ICE arrests Haitian national accused of rape of a ‘developmentally disabled person’
Federal immigration enforcement agents arrested a Haitian national who is in the country illegally after he was charged with the rape and sexual battery of a “developmentally disabled person,” according to U.S. Immigration and Customs Enforcement.
Pierre Lucard Emile, 31, was arrested by Boston Police in Dorchester last September on heinous sexual assault charges. ICE’s Enforcement and Removal Operations Boston field office states that it had lodged an immigration detainer against the Haitian citizen. However, the municipal court in Dorchester released him following his arraignment on the charges there.
“Disturbingly and despite our filing an immigration detainer, this individual was released back into the community by the criminal court,” said Todd Lyons, the field office director for the Boston ERO. “The men and women of ERO Boston continue to protect the community from those who pose a real public safety threat to our communities.”
According to an ERO statement, agents arrested him without incident in Dorchester on Jan. 9. He is in ICE custody as his local criminal case is prosecuted in the court, after which he is subject to a hearing before a federal immigration judge.
ERO was busy in the last fiscal year, as the office reports a nearly 20% increase in its arrests during fiscal year 2023, which saw a total of 170,590 arrests nationwide. Of those, the agency says 73,822 arrestees had a criminal history, averaging four charges and convictions per person.
An immigration detention database compiled and maintained by Syracuse University in New York reports that there were a total of 27,131 people in immigration detention on the final day of last year and that 66.8 of detainees have no criminal record, with more having only minor offenses on their criminal records.
The majority of ICE detention facilities are located in states on the U.S. southern border — Texas has the most detainees, with the database tracking a total of 14,070 in the current fiscal year — but every state has detention facilities that ICE contracts with to hold immigration detainees. The database shows a total of 127 facilities in Massachusetts, most of which are quite small.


- **To do**: As the output, give exactly the lines that run from the one with "Find the location of a" through the end of the records below, and omit pictures.

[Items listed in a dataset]
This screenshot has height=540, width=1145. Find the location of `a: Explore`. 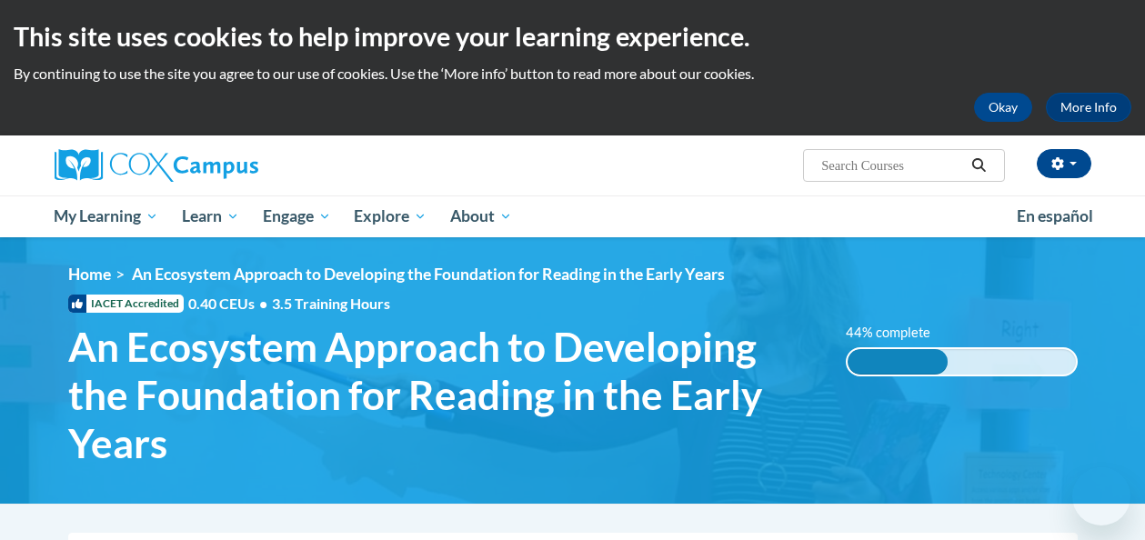

a: Explore is located at coordinates (390, 216).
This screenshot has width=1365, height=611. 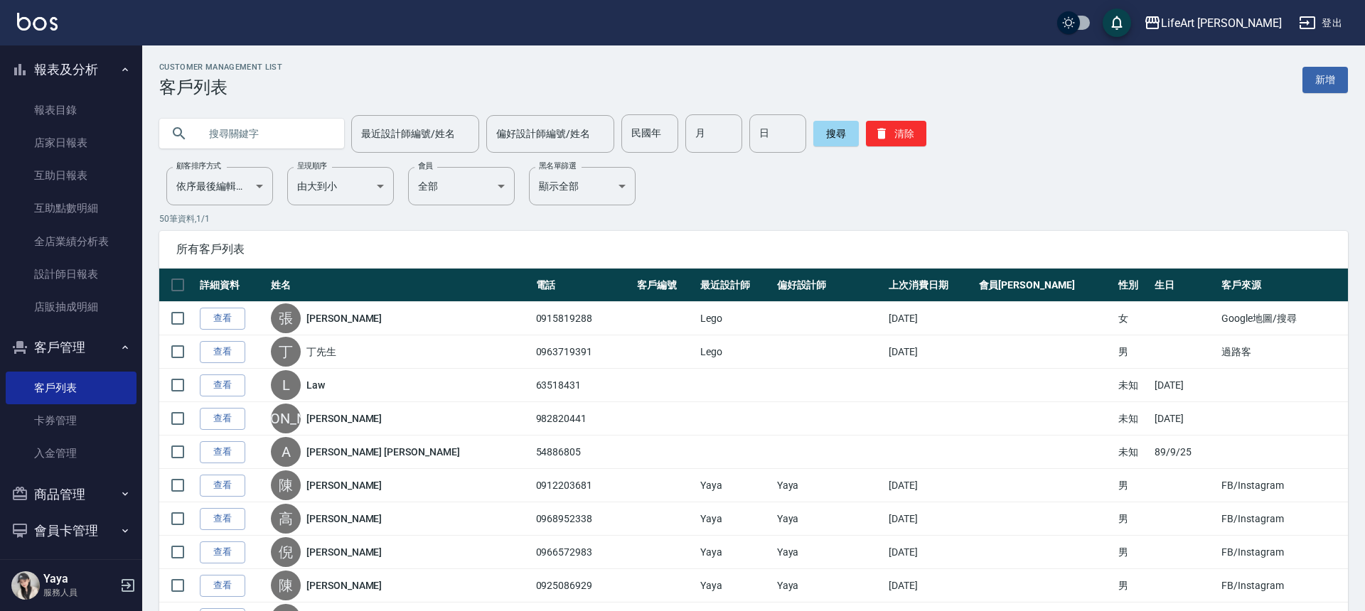 What do you see at coordinates (836, 134) in the screenshot?
I see `button: 搜尋` at bounding box center [836, 134].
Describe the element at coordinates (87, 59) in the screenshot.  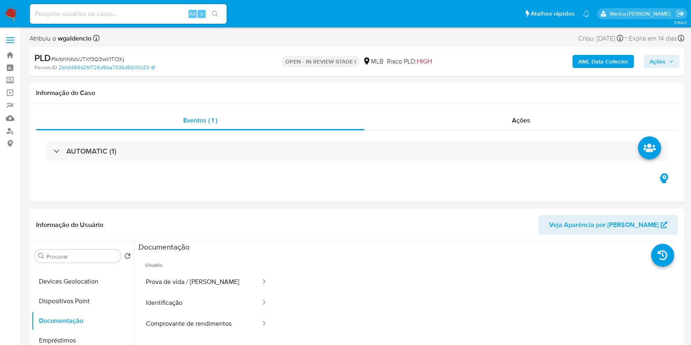
I see `span: # IkrbhNKoVJTXf3Q3wX1TCtKj` at that location.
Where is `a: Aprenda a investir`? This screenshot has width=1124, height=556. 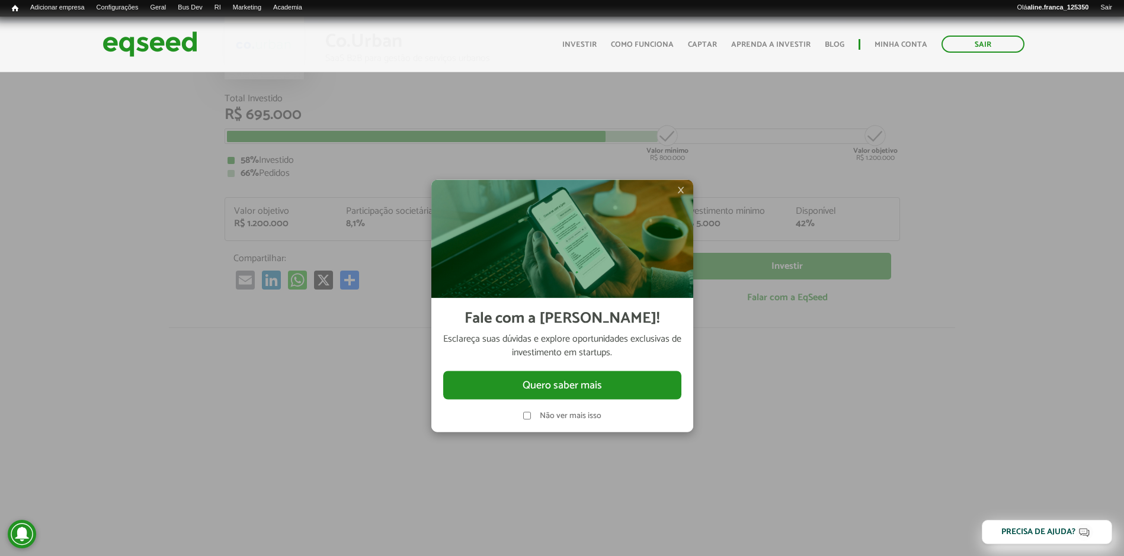
a: Aprenda a investir is located at coordinates (771, 44).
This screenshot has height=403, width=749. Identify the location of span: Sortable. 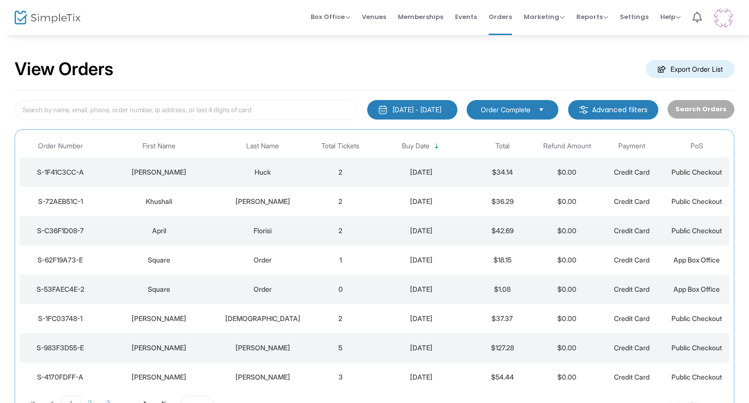
(437, 146).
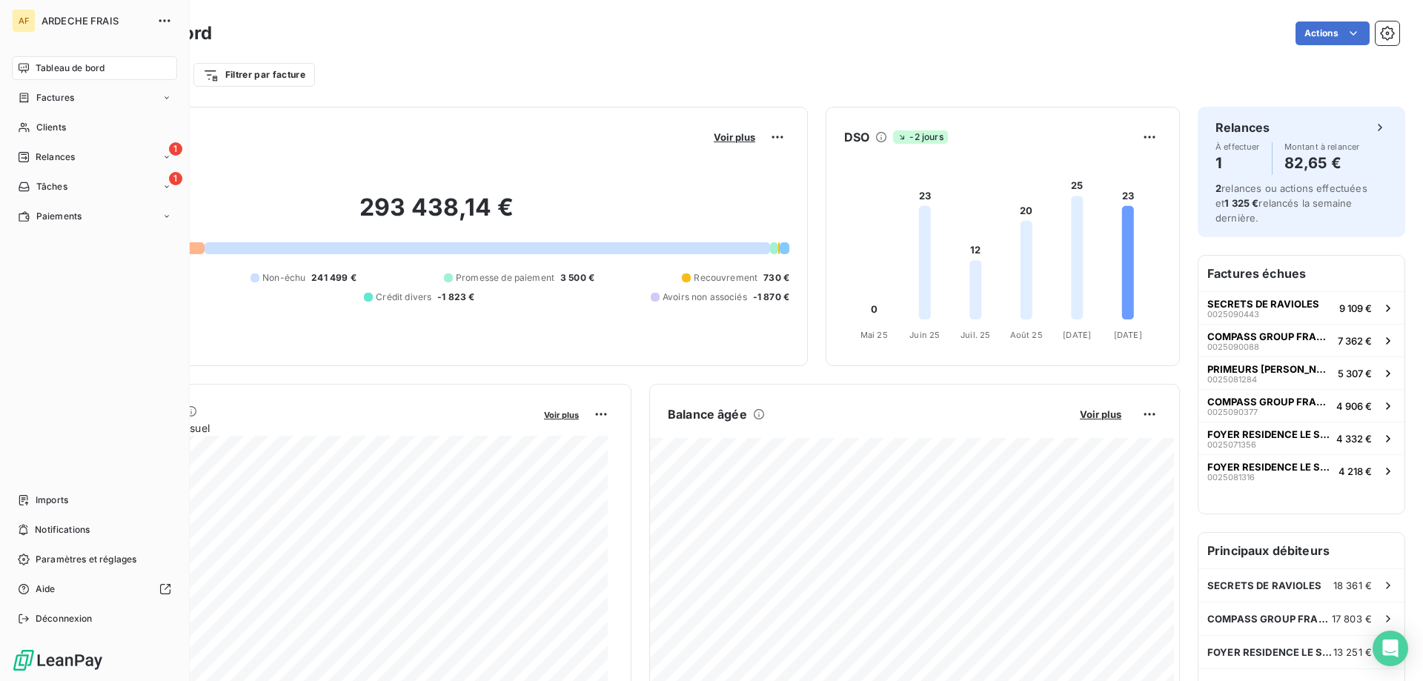 Image resolution: width=1423 pixels, height=681 pixels. Describe the element at coordinates (254, 75) in the screenshot. I see `button: Filtrer par facture` at that location.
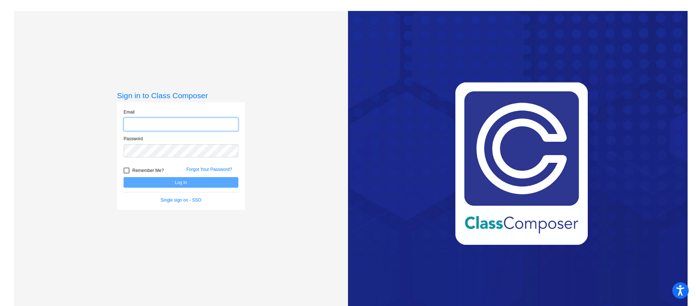 This screenshot has width=696, height=306. What do you see at coordinates (209, 170) in the screenshot?
I see `a: Forgot Your Password?` at bounding box center [209, 170].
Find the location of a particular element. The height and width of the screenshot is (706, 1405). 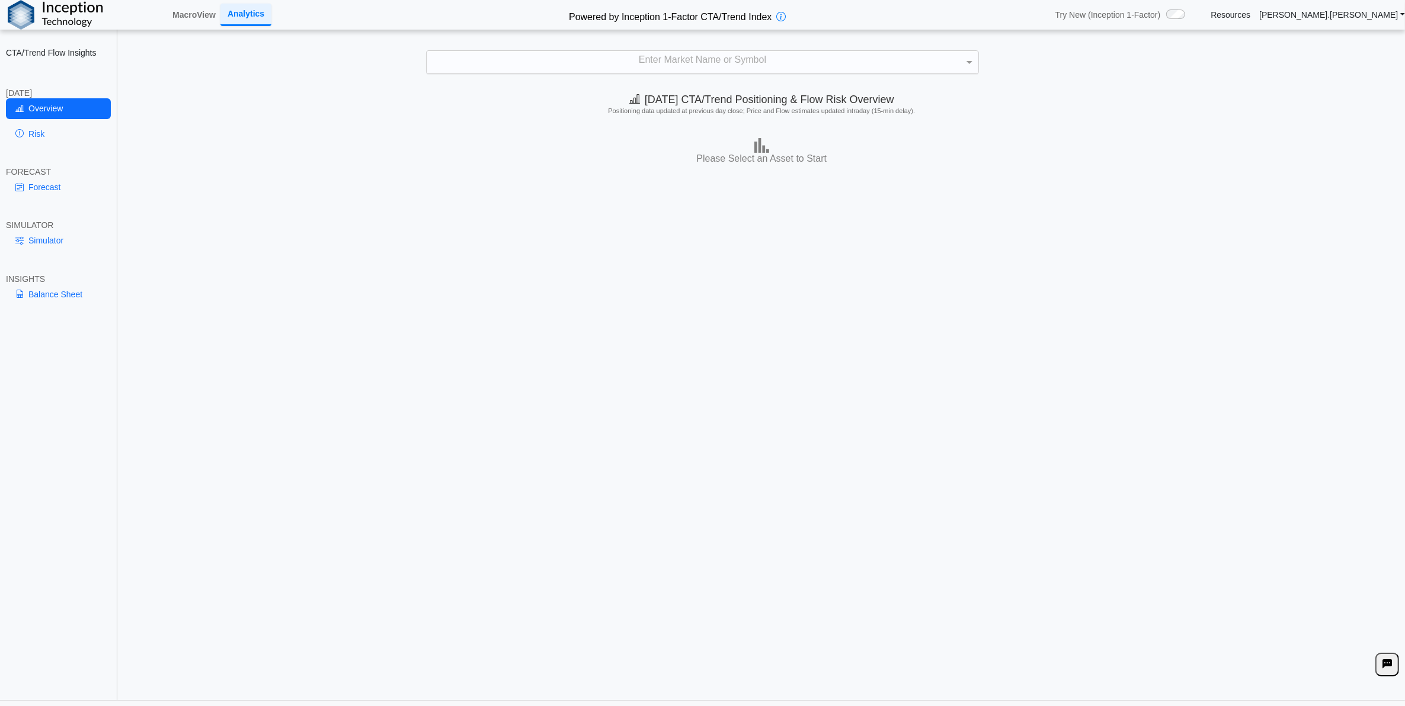

span: Try New (Inception 1-Factor) is located at coordinates (1108, 15).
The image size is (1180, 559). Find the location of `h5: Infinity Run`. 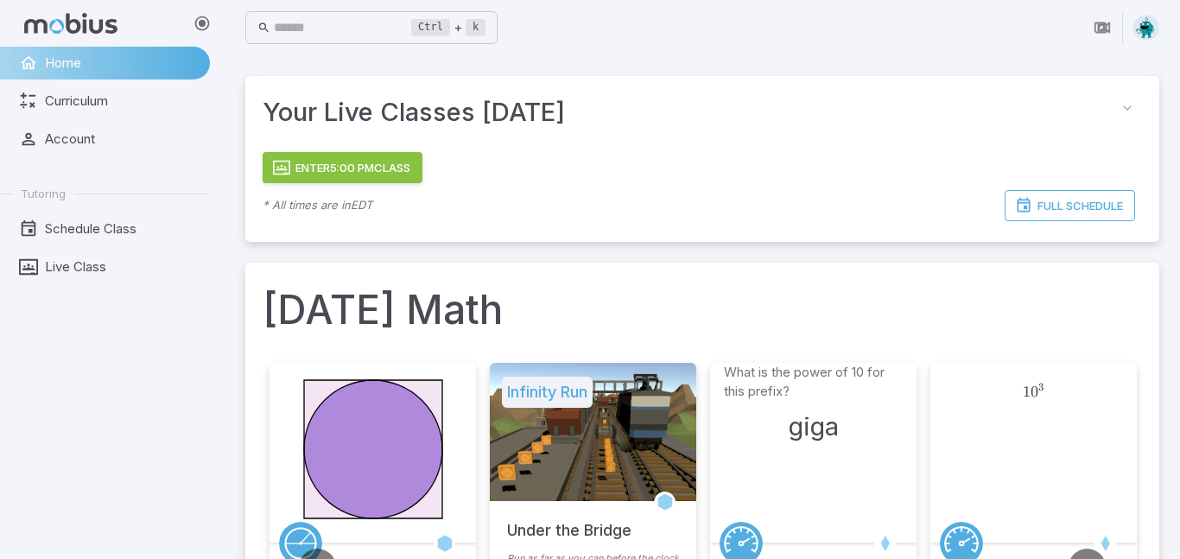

- **Task solution**:
Find the location of a particular element. The height and width of the screenshot is (706, 1405). 

span: Try New (Inception 1-Factor) is located at coordinates (1108, 15).
The image size is (1180, 559). Find the location of `h5: Infinity Run`. 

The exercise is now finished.